• [ASSIGNED TASK]: Beginning at the first line of the data, print each line exactly, stopping after the line that contains "This screenshot has width=2463, height=1386.".

⟨

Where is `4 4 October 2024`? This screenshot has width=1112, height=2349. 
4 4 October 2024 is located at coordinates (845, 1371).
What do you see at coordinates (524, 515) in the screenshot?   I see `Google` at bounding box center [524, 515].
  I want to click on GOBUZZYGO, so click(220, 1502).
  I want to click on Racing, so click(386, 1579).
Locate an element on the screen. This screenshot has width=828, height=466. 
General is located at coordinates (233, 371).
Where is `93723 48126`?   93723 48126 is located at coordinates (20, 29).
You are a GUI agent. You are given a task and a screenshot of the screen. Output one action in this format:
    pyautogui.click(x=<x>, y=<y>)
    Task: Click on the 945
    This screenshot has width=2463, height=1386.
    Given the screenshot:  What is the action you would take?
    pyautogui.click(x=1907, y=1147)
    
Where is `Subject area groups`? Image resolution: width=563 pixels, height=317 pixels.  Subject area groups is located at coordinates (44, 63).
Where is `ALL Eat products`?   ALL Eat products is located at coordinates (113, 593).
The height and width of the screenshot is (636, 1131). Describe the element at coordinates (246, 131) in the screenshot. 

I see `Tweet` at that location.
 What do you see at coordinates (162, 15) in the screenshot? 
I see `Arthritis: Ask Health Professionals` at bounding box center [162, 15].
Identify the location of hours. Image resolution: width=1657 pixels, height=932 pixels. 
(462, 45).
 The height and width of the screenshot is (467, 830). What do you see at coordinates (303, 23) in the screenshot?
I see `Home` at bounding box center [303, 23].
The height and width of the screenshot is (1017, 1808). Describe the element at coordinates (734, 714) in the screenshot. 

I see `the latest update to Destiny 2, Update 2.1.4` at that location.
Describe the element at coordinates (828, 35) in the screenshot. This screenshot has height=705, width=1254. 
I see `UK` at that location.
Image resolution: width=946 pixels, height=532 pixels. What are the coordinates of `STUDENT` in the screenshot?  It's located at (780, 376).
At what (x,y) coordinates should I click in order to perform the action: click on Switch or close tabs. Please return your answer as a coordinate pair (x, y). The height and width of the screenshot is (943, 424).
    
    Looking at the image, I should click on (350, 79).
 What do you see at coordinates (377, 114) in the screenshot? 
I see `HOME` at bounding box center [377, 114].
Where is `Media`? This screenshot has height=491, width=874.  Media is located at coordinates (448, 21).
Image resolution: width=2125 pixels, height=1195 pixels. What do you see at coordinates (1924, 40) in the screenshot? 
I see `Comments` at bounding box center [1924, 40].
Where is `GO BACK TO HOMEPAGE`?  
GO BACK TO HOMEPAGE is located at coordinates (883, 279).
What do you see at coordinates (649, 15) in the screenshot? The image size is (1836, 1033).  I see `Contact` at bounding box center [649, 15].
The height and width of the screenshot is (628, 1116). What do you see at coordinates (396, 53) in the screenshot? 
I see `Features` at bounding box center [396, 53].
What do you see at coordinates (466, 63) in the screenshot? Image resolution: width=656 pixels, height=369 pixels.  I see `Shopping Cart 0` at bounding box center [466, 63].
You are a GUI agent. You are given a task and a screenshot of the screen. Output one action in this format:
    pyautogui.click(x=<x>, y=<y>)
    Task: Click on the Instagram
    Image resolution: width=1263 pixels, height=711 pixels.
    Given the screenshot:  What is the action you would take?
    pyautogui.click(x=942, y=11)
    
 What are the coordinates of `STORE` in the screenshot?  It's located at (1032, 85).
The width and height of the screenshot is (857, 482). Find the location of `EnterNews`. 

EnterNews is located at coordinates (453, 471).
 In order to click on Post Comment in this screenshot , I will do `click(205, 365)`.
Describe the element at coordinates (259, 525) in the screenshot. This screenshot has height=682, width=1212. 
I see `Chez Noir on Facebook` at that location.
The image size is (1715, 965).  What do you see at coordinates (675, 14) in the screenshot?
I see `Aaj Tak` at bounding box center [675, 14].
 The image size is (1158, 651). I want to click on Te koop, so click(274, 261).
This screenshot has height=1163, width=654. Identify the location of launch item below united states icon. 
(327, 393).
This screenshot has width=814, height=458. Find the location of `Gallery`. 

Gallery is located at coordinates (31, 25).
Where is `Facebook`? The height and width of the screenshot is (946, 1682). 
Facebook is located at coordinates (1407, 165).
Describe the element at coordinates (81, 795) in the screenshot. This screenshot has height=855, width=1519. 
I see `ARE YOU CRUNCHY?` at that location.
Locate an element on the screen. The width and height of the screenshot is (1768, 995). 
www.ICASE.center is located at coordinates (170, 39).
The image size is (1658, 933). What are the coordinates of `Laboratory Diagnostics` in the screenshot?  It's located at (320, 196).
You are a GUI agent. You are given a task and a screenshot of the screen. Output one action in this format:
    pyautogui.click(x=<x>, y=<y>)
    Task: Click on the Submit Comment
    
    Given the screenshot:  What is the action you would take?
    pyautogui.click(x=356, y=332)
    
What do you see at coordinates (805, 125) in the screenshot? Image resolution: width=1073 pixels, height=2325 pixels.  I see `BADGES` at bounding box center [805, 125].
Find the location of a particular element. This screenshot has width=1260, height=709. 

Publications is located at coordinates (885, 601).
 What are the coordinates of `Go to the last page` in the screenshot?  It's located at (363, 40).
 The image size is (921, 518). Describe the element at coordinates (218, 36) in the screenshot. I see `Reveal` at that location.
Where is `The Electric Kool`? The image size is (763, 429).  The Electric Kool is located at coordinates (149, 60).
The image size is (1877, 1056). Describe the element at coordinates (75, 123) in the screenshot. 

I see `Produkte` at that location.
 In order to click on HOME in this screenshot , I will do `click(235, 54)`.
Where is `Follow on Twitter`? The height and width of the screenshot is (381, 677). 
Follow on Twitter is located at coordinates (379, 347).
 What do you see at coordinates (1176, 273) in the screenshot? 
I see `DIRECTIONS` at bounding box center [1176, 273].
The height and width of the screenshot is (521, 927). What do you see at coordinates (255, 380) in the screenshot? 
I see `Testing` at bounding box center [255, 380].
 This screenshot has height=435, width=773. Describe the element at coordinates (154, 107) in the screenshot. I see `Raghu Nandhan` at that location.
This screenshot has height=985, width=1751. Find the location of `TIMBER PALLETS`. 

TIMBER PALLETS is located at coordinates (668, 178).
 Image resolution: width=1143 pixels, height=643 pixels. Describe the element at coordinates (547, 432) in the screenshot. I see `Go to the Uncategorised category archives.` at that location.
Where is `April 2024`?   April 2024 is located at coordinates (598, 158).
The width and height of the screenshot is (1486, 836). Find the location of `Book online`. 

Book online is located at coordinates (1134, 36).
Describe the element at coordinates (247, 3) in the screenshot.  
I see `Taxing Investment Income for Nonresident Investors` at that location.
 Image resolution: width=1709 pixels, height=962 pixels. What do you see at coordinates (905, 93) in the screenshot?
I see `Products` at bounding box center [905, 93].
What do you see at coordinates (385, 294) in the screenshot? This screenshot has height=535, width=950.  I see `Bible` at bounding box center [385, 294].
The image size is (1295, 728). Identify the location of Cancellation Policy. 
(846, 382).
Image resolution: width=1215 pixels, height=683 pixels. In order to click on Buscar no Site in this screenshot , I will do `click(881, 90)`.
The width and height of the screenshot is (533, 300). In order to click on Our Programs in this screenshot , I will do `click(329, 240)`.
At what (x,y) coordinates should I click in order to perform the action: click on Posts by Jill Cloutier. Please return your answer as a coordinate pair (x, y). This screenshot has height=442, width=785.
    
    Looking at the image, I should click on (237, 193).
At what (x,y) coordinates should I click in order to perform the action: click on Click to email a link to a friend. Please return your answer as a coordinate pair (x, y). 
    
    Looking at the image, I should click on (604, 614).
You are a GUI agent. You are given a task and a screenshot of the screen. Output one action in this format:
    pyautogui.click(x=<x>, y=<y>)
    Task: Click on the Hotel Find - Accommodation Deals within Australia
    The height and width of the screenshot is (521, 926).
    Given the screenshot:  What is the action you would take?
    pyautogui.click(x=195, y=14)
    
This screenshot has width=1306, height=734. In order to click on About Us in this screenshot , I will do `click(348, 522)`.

⟩

• [YOUR SOLUTION]:
Where is `4 4 October 2024`? This screenshot has width=1112, height=2349. 
4 4 October 2024 is located at coordinates (845, 1371).
What do you see at coordinates (524, 515) in the screenshot?   I see `Google` at bounding box center [524, 515].
  I want to click on GOBUZZYGO, so click(220, 1502).
  I want to click on Racing, so click(386, 1579).
Locate an element on the screen. This screenshot has width=828, height=466. 
General is located at coordinates (233, 371).
Where is `93723 48126`?   93723 48126 is located at coordinates (20, 29).
You are a GUI agent. You are given a task and a screenshot of the screen. Output one action in this format:
    pyautogui.click(x=<x>, y=<y>)
    Task: Click on the 945
    This screenshot has width=2463, height=1386.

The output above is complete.